After compilation, we should transfer afl-qemu-trace
to the same directory as afl-fuzz and upload the compiled libraries to the device.
(cd $QEMU_DIR ; sudo --preserve-env=CC,CXX PATH=$PATH:$TOOLCHAIN/bin NO_CHECKOUT=1 HOST="aarch64-linux-android" PKG_CONFIG_PATH=$BUILD_DIR/lib/pkgconfig CPU_TARGET=aarch64 CROSS=$CC ./build_qemu_support.sh)
Now that we have compiled QEMU, we can proceed and write a harness for a program. We will include a vulnerable app we wrote as an example, this app will use the external library we wrote to demonstrate a crash in the JNI library.
The example application can be found here. The harness code can be found in our repo. The harness should be compiled with the following flags:
-ldl -Wl,--export-dynamic
When writing a harness for a library, we need to simulate the original behavior of the app through the harness code. We must call the library code the same way the app does, so in case of a crash we can reach the same buggy code through the app.
JNI (or Java Native Interface) is a Java framework that enables running native code in Java applications. The example application we built uses JNI to call a native function in our library. Our application will transfer a Java VM instance to our native function as part of the JNI call. The VM object exports functions that can be used to access Java objects from native code, to use them the same way as Java does.
Because in our harness (written in C) we are calling a function in our target library, we need to create a Java VM instance and transfer it to our library function. We modified the code written by Caleb Fenton and created a JVM instance to pass to the native library.

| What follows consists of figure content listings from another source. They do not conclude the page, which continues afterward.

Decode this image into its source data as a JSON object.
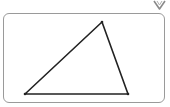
{
  "diagram": {
    "type": "triangle",
    "vertices": [
      {
        "label": "",
        "x": 25,
        "y": 94
      },
      {
        "label": "",
        "x": 102,
        "y": 22
      },
      {
        "label": "",
        "x": 128,
        "y": 94
      }
    ],
    "stroke_color": "#222222",
    "frame_color": "#9a9a9a"
  },
  "icons": {
    "corner": "chevron-down-icon"
  }
}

After creating the JVM instance and calling our target function, the harness is ready and can be fuzzed.
To fuzz the harness all we need to do is to call afl-fuzz with the right parameters and with the compiled libraries included in LD_LIBRARY_PATH. One of the flags we need to provide to the Android environment is AFL_QEMU_FORCE_DFL=1. Without it, AFL won’t catch fault signals. When fuzzing, we want to utilize AFL’s fork server feature and run the JVM initialization code only once.
After running afl-fuzz we should see AFL++ up and running.
This post presented a quick walkthrough on how to compile QEMU support to AFL++ on Android. It is possible now to fuzz blackbox binaries on a device, furthermore, it is also possible to create many Android virtual machines and fuzz programs parallelly on a “native” environment.